April 19, 2024

Declare Victory

By Stephen Tuttle | June 16, 2018

Now that we've decided to cozy up to North Korea while alienating our allies, maybe we should be mindful we're still fighting real wars.  

You might recall the War that Never Ends in Afghanistan. It started as an effort to remove the Taliban from control of the country because they were murderous thugs who had given aid, comfort, and safe-haven to al Qaida, the perpetrators of 9/11.

A relative handful of American special operations personnel, together with tribal leaders we called the Northern Alliance, sent the Taliban scurrying off into the hills. Then we sent more troops and more and more.

The Bush/Cheney/Rumsfeld troika claimed we were going to bring democracy to Afghanistan and the region.

It's been nearly 17 years, the longest war in our history, and we still have 15,000 troops and nearly twice that many private contractors on the ground there. (This is the first war in which we've had more private contractors than military personnel in theater.) The Taliban now control close to 15 percent of the country. ISIS is still a presence. We've spent nearly $80 billion training the Afghan military, and they still aren't ready to fully defend their own country. The “unity” government is barely functional and at least parts of it are highly corrupt. Their constitution is a mishmash of faux democracy and Islamic law. The official name of the country is now the Islamic Republic of Afghanistan, so that whole western democracy thing didn't pan out. 

Then we decided Afghanistan was so much fun that we should venture into Iraq to rid them of their weapons of mass destruction. It was a victory achieved before we started since they had no weapons of mass destruction. Perhaps we should have listened to the U.N. inspector who told us that. Undaunted, we morphed the mission into regime change, another domino in the cascade of Middle East countries turning to democracy we were told. 

We did get rid of Saddam Hussein; a quick trial and hanging after we captured him took care of that. The void left by his departure was quickly filled by ISIS. Iraq's embryonic post-Hussein government, combined with absolute chaos in the military, left them impotent.

At one time, ISIS controlled 34,000 square miles of Iraq and part of Syria and had declared the area their new caliphate. So our little coalition, with total air superiority, went after them from above. The coalition — mostly us France and Great Britain — flew 25,000 combat sorties and turned ISIS held cities and strongholds into rubble.

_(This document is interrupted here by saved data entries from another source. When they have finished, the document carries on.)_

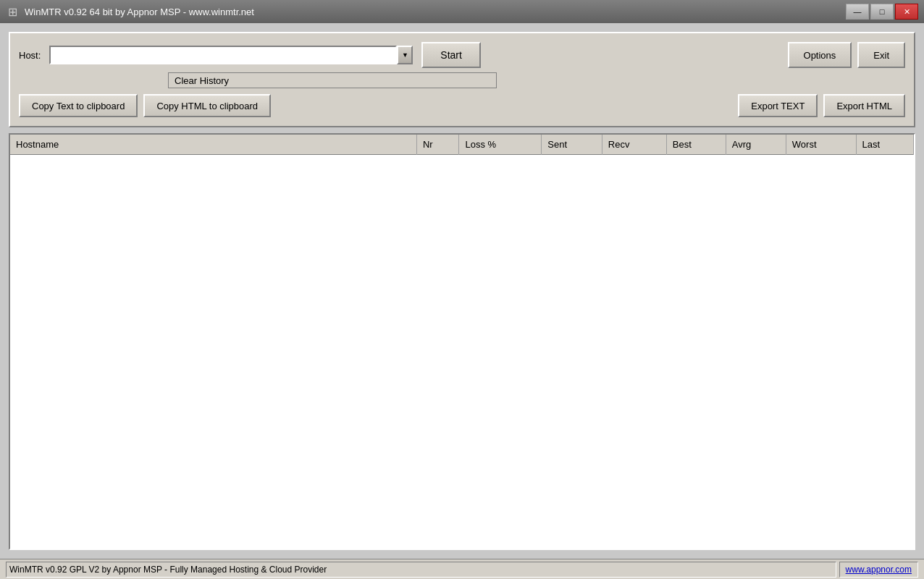 The image size is (924, 579). I want to click on options-button: Options, so click(820, 55).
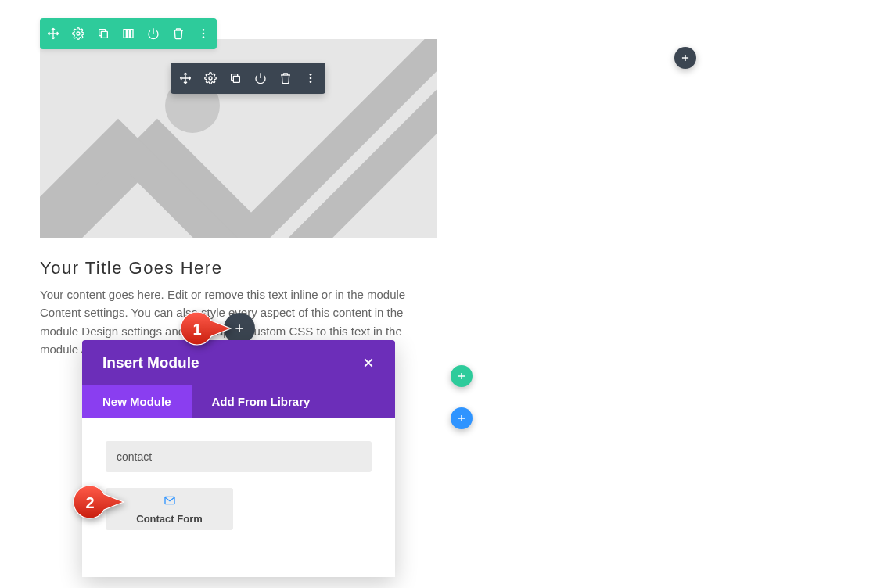 Image resolution: width=884 pixels, height=588 pixels. I want to click on modal-body: Contact Form, so click(239, 497).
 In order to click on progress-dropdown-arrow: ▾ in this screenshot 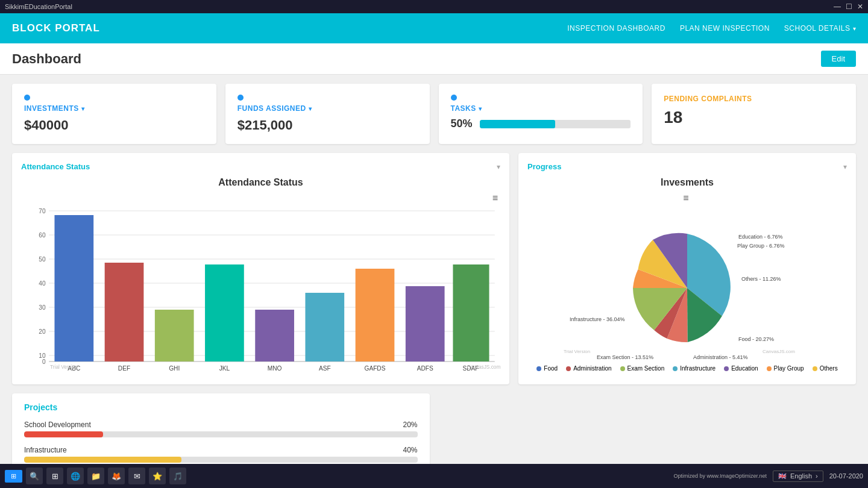, I will do `click(845, 167)`.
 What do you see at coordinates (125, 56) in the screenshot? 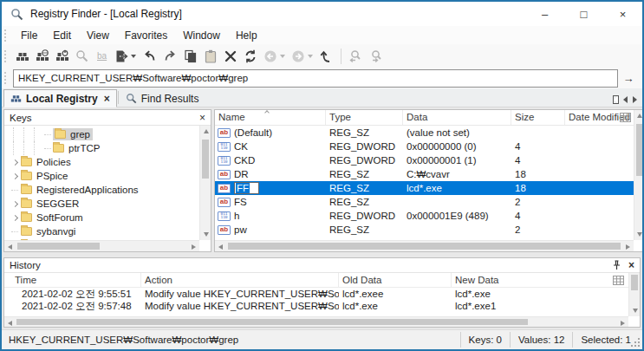
I see `export-icon` at bounding box center [125, 56].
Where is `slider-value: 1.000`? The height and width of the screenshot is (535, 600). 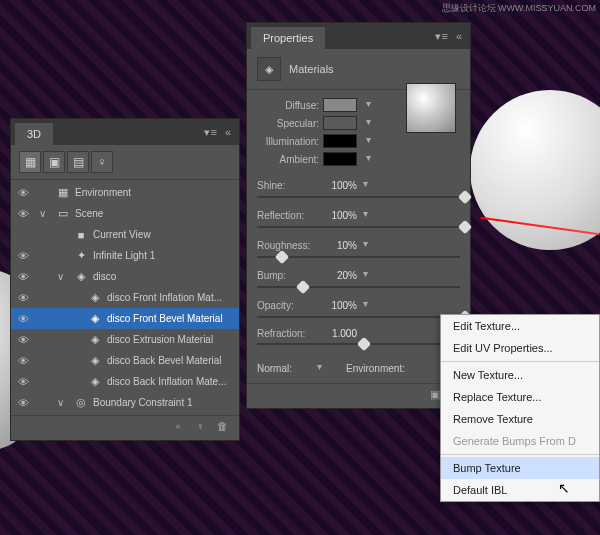 slider-value: 1.000 is located at coordinates (338, 334).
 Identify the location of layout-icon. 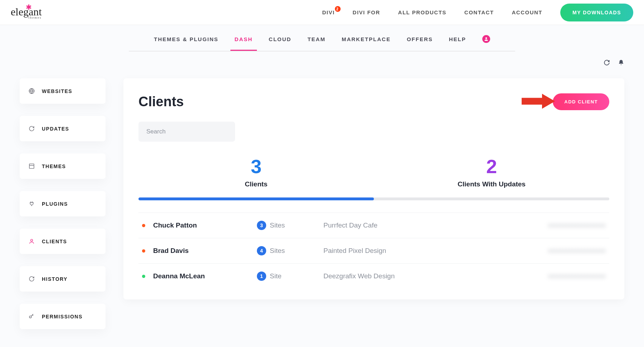
(31, 166).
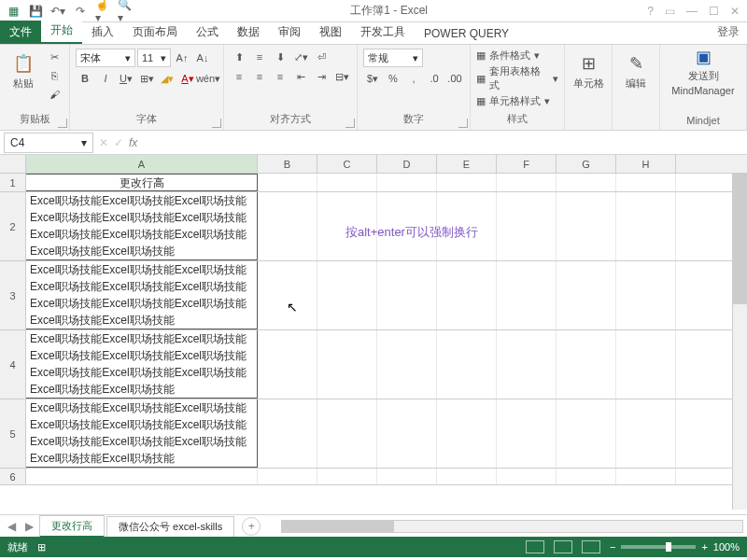 This screenshot has width=747, height=560. What do you see at coordinates (85, 78) in the screenshot?
I see `bold-icon: B` at bounding box center [85, 78].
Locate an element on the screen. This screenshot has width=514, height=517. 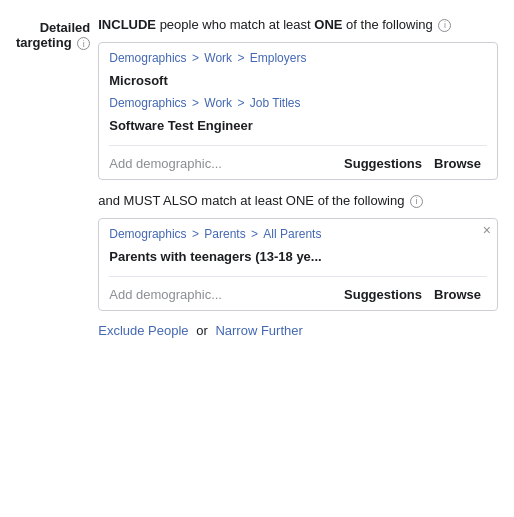
breadcrumb-employers-part1: Demographics is located at coordinates (148, 58).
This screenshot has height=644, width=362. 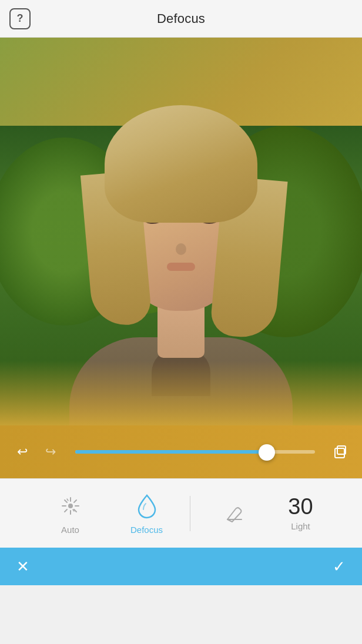 I want to click on auto-icon-wrap, so click(x=71, y=506).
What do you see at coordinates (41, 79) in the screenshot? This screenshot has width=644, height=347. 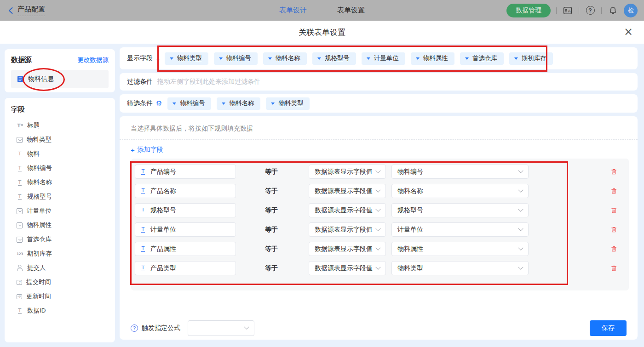 I see `datasource-item-label: 物料信息` at bounding box center [41, 79].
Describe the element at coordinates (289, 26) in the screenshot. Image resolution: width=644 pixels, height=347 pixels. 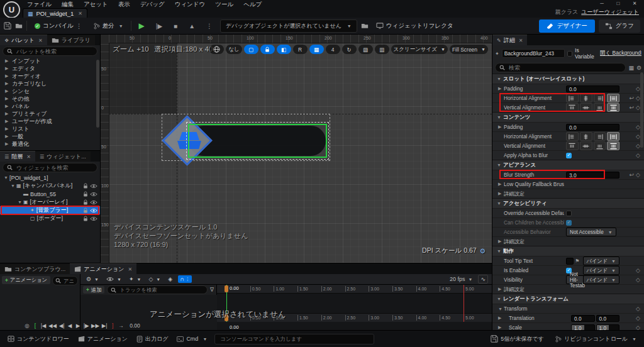
I see `debug-object-dropdown: デバッグオブジェクトが選択されていません ▼` at that location.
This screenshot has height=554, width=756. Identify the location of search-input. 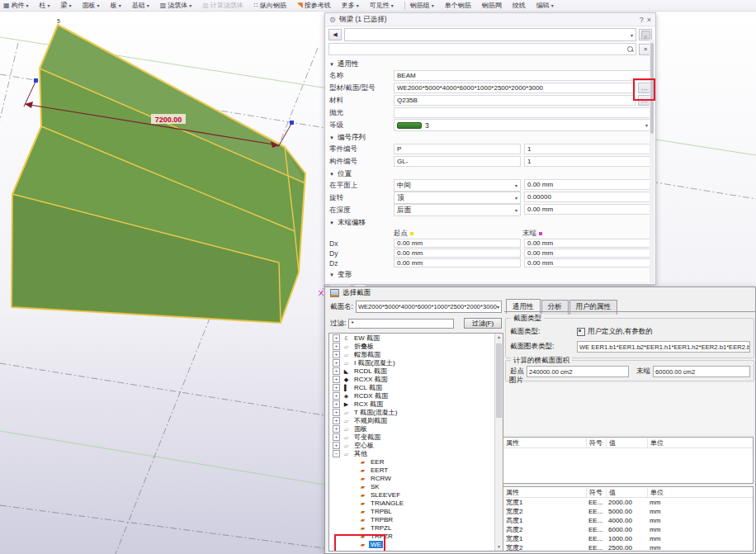
(482, 50).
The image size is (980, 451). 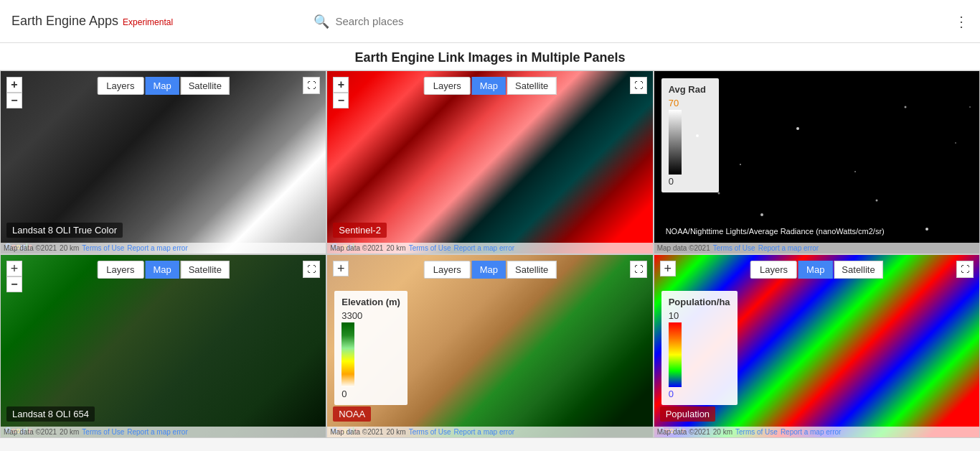 I want to click on terms-1: Terms of Use, so click(x=103, y=248).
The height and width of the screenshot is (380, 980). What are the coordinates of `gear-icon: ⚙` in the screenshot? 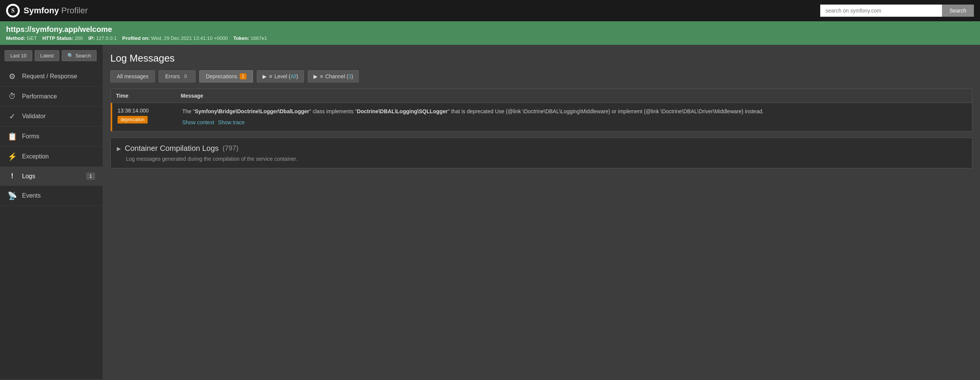 It's located at (12, 76).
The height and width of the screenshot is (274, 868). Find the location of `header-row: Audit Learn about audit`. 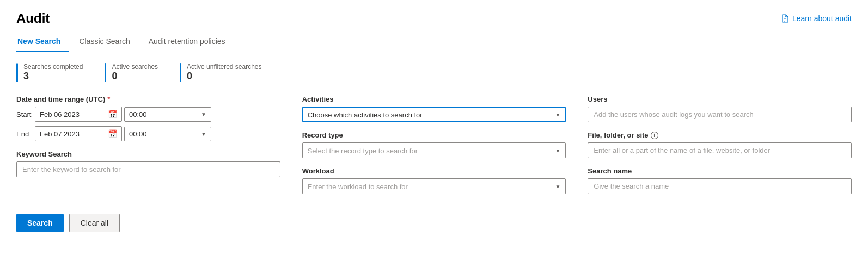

Nearly all the previously ISIS-held territory has now been reclaimed though there is little left to govern. The bad guys we didn't kill — ISIS casualty estimates range from 25,000 to 50,000 dead with civilian casualties many times higher — scurried off to Syria where they can keep fighting somebody. They have vowed to return, a likely scenario since the Iraqi military is spread too thin to protect the territory regained.

We still have 5,000 troops on the ground in Iraq. We've been there since 2003, making it the second longest combat action in our history. The new Iraqi prime minister would like us to leave entirely, which is probably a good idea.

Then there's Syria. Oh, my. 

We would like their murderous dictator, Bashar al Assad, to be gone. The Russians would like him to stay, likely because he's their biggest arms customer. Russia, Assad, the Free Syrian Army, and we are fighting ISIS. Iran and the terrorist group Hezbollah support Assad and ISIS.

Everybody fighting everybody has sent about half the country into oblivion. Infrastructure and nearly every other structure are simply gone. 

Meanwhile, Turkey, our NATO ally that has allowed us to use bases in their country for our airstrikes, has started fighting the Kurds in northern Syria. The Kurds, one of our strongest anti-ISIS allies, would like their own country and Turkey sees them as terrorists. We're on both sides of that one. 

Altogether, there are now 15 different factions fighting with or against each other in Syria. Victory becomes elusive when there's always somebody else to fight.

That's the common thread to all of it: No one seems to be able to define victory or exactly what it is we're trying to win or how we will know we've won. Killing every terrorist and creating democracies are not rational objectives. And the chaos we've created is actually the perfect breeding ground for the extremists we're fighting. 

Trying to fight a perpetual holding action, as we're now doing, will only add more to the already $1 trillion cost and more obituaries to the nearly 7,000 we've already read. Our national security interests aren't well served trying to be the neighborhood cop in what is clearly not our neighborhood. 

If we can't define victory, we should simply declare it, and come home.